Nurses at Armstrong County Memorial Hospital have voted overwhelmingly to strike, leaving the decision in the hands of the union bargaining committee to give the hospital a 10-day notice of a walkout.
A three-year contract with ACMH Nurses United expired in July, with staff recruitment and retention at the center of the negotiations, the union said. On Wednesday, nurses voted by a 94% margin to authorize a strike.
The hospital said it had made a contract offer that would raise average wages over 15% over three years and also criticized the possible work stoppage.
“A threatened work stoppage does not help either side in a negotiation, nor the residents of the community that we serve and who are in need,” Anne Remaley, Vice President of Human Resources, said in a prepared statement. “We need to continue to meet the health care needs of this community, today, tomorrow and into the future.”
For nurses, the core issue was staffing.
“We want to provide excellent care and we can’t do that when we aren’t staffed appropriately and nurses are assigned too many patients at once,” Cassie Wood, a registered nurse and president of ACMH Nurses United, said in a prepared statement. “This isn’t a problem without a solution — the hospital can commit the necessary resources to the front lines, something a lot of hospitals are already doing.”
The strike authorization vote allows the union’s bargaining committee to issue a 10-day strike notice to the hospital if it deems it necessary.
ACMH Nurses United, which represents 213 nurses at Armstrong Memorial, is an affiliate of the Philadelphia-based Pennsylvania Association of Staff Nurses and Allied Professionals, which represents more than 9,000 nurses and health care workers in the state. The strike vote at Armstrong County Memorial Hospital came the same week that PASNAP and other health care unions lobbied lawmakers in Harrisburg for passage of the Patient Safety Act, which would set nurse to patient staffing standards.
The bill, which has 105 co-sponsors in the House, has been hung up in the House Health Committee, which is chaired by Rep. Kathy L. Rapp, a Republican from Warren, PASNAP spokeswoman said. The bill can’t come up for a vote before it comes out of committee.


*Problem to solve*: Pull every line holding the word "angle" from the data below and copy it.

*Information given*:
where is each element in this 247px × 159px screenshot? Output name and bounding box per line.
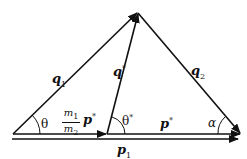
angle-theta: θ xyxy=(41,118,48,130)
vector-diagram xyxy=(0,0,247,159)
angle-theta-star: θ* xyxy=(122,114,133,127)
arc-alpha xyxy=(218,117,225,134)
label-q2: q2 xyxy=(191,64,205,81)
label-p-star-scaled: p* xyxy=(83,113,96,126)
label-p-star: p* xyxy=(160,117,173,130)
label-q1: q1 xyxy=(52,72,66,89)
label-p1: p1 xyxy=(117,143,131,159)
angle-alpha: α xyxy=(208,117,216,129)
label-mass-ratio: m1 m2 xyxy=(62,108,80,137)
arc-theta xyxy=(32,115,40,134)
label-q-star: q* xyxy=(113,65,126,78)
vector-q2 xyxy=(138,13,240,133)
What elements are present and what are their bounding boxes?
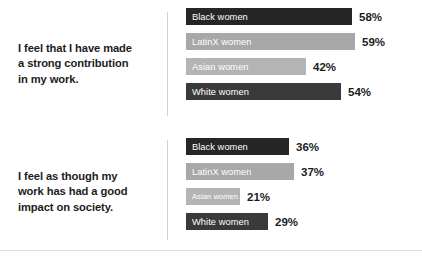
bar-black-women: Black women	[186, 8, 352, 25]
prompt-line: impact on society.	[18, 201, 113, 213]
prompt-line: I feel that I have made	[18, 42, 132, 54]
bar-row: Black women 58%	[186, 8, 422, 25]
bar-label: LatinX women	[192, 167, 252, 177]
prompt-contribution-text: I feel that I have made a strong contrib…	[18, 41, 132, 87]
bar-value: 54%	[348, 86, 371, 98]
chart-group-impact: I feel as though my work has had a good …	[0, 138, 422, 246]
bars-contribution: Black women 58% LatinX women 59% Asian w…	[167, 8, 422, 120]
bar-value: 42%	[313, 61, 336, 73]
bar-row: White women 54%	[186, 83, 422, 100]
bar-value: 58%	[359, 11, 382, 23]
bar-white-women: White women	[186, 213, 268, 230]
bar-value: 37%	[301, 166, 324, 178]
bar-row: LatinX women 37%	[186, 163, 422, 180]
bar-label: Asian women	[192, 192, 238, 201]
bar-value: 29%	[275, 216, 298, 228]
bar-white-women: White women	[186, 83, 341, 100]
bar-value: 36%	[296, 141, 319, 153]
prompt-line: work has had a good	[18, 185, 127, 197]
prompt-line: in my work.	[18, 73, 78, 85]
bar-asian-women: Asian women	[186, 188, 240, 205]
bar-label: Black women	[192, 12, 248, 22]
bar-row: White women 29%	[186, 213, 422, 230]
bars-impact: Black women 36% LatinX women 37% Asian w…	[167, 138, 422, 246]
bar-latinx-women: LatinX women	[186, 33, 355, 50]
prompt-impact: I feel as though my work has had a good …	[0, 138, 167, 246]
prompt-line: I feel as though my	[18, 170, 117, 182]
bar-row: LatinX women 59%	[186, 33, 422, 50]
bar-value: 21%	[247, 191, 270, 203]
chart-container: I feel that I have made a strong contrib…	[0, 0, 422, 257]
chart-group-contribution: I feel that I have made a strong contrib…	[0, 8, 422, 120]
bar-asian-women: Asian women	[186, 58, 306, 75]
bar-black-women: Black women	[186, 138, 289, 155]
prompt-impact-text: I feel as though my work has had a good …	[18, 169, 127, 215]
bar-label: LatinX women	[192, 37, 252, 47]
bar-label: Black women	[192, 142, 248, 152]
prompt-contribution: I feel that I have made a strong contrib…	[0, 8, 167, 120]
prompt-line: a strong contribution	[18, 57, 128, 69]
bar-label: White women	[192, 217, 249, 227]
bar-row: Asian women 42%	[186, 58, 422, 75]
bar-label: White women	[192, 87, 249, 97]
bar-latinx-women: LatinX women	[186, 163, 294, 180]
bar-label: Asian women	[192, 62, 248, 72]
bottom-divider	[0, 250, 422, 251]
bar-value: 59%	[362, 36, 385, 48]
bar-row: Asian women 21%	[186, 188, 422, 205]
bar-row: Black women 36%	[186, 138, 422, 155]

*Output for this exercise*:
angle-theta: θ xyxy=(41,118,48,130)
angle-theta-star: θ* xyxy=(122,114,133,127)
angle-alpha: α xyxy=(208,117,216,129)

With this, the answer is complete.